MUSIC IDENTIFICATION WITH WEIGHTED FINITE-STATE TRANSDUCERS Eugene Weinstein 1,2 and Pedro Moreno 1 1

Google Inc. 76 Ninth Avenue, New York, NY 10011. 2 Courant Institute of Mathematical Sciences 251 Mercer Street, New York, NY 10012. ABSTRACT Music identification is the process of matching an audio stream to a particular song. Previous work has relied on hashing, where an exact or almost-exact match between local features of the test and reference recordings is required. In this work we present a new approach to music identification based on finite-state transducers and Gaussian mixture models. We apply an unsupervised training process to learn an inventory of music phone units similar to phonemes in speech. We also learn a unique sequence of music units characterizing each song. We further propose a novel application of transducers for recognition of music phone sequences. Preliminary experiments demonstrate an identification accuracy of 99.5% on a database of over 15,000 songs running faster than real time. Index Terms— Music identification, acoustic modeling, finite-state transducers.

In this work we present a search based approach using finite-state transducers (FSTs). We learn an inventory of music sound units via clustering, and train Gaussian mixture models for each unit. The use of Gaussian mixtures to model the acoustics of music phones allows us to leverage techniques commonly used in speech recognition. Our acoustic modeling approach can tolerate small variations in acoustic conditions more naturally than hashing, which is based on exact or almost exact matching of fingerprints. In our approach songs are represented by unique sequences of music phones. We construct a compact recognition transducer where each path corresponds to a unique song. This representation offers many unique advantages. For instance generic automata operations such as minimization allow us to remove redundancies in the song graph. As a result efficient search is possible. Effectively we propose to transform the problem of music identification into a string matching operation where FSTs are a natural formalism for constraining the search.

1. INTRODUCTION Automatic identification of music has recently been of substantial interest [4, 1, 3]. This technology can be applied to a number of usage scenarios. End users can identify the song title, album and recording artist(s) of a song with just a short audio snippet. Content distribution networks can identify copyrighted audio within their systems. Finally, recording labels can monitor radio broadcasts to ensure correct accounting. Music identification is challenging because the recording might be noisy, of poor quality, and/or marred with channel effects. In addition, the test recording might consist of only a few seconds of audio which needs to be aligned to the reference recording to make a match. Previous work in music identification can be classified into hashing and search approaches. Hashing approaches (e.g., [4]) compute local fingerprints for an audio snippet, retrieve songs with matching fingerprints from a hash table, and pick amongst these candidates using some metric of match accuracy.

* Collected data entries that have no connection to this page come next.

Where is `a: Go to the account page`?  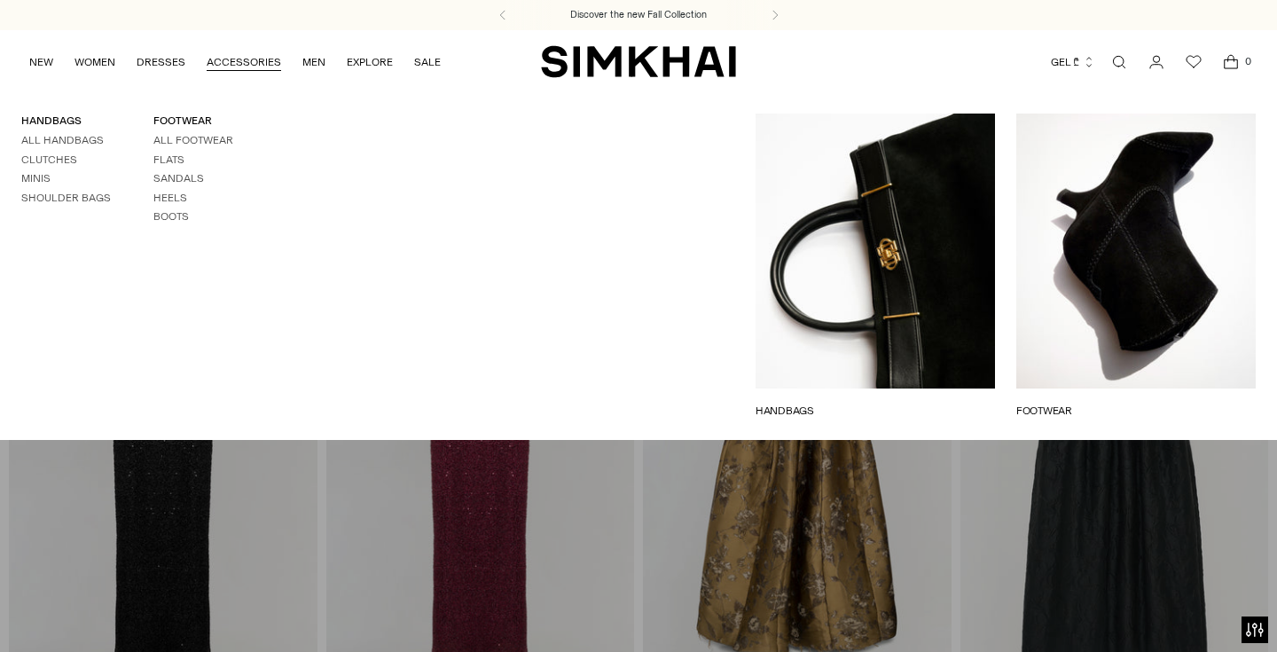
a: Go to the account page is located at coordinates (1157, 62).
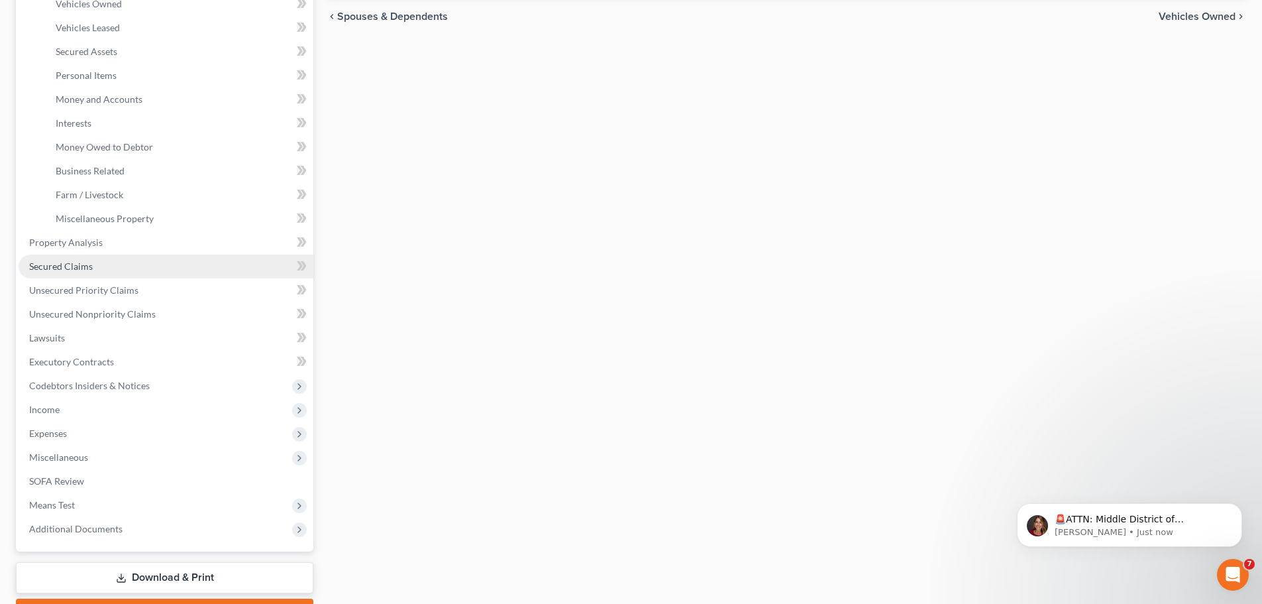 Image resolution: width=1262 pixels, height=604 pixels. What do you see at coordinates (1197, 17) in the screenshot?
I see `span: Vehicles Owned` at bounding box center [1197, 17].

Some hashing approaches [3] learn the features discriminatively. In a search-based approach [1], cepstral features over the audio stream are decoded directly into a sequence of audio events, as in speech recognition. Both the decoding and the mapping of sound sequences to songs is driven by a hidden Markov model (HMM) representation. However, this system looks only for atomic sound sequences of a particular length, presumably to control search complexity.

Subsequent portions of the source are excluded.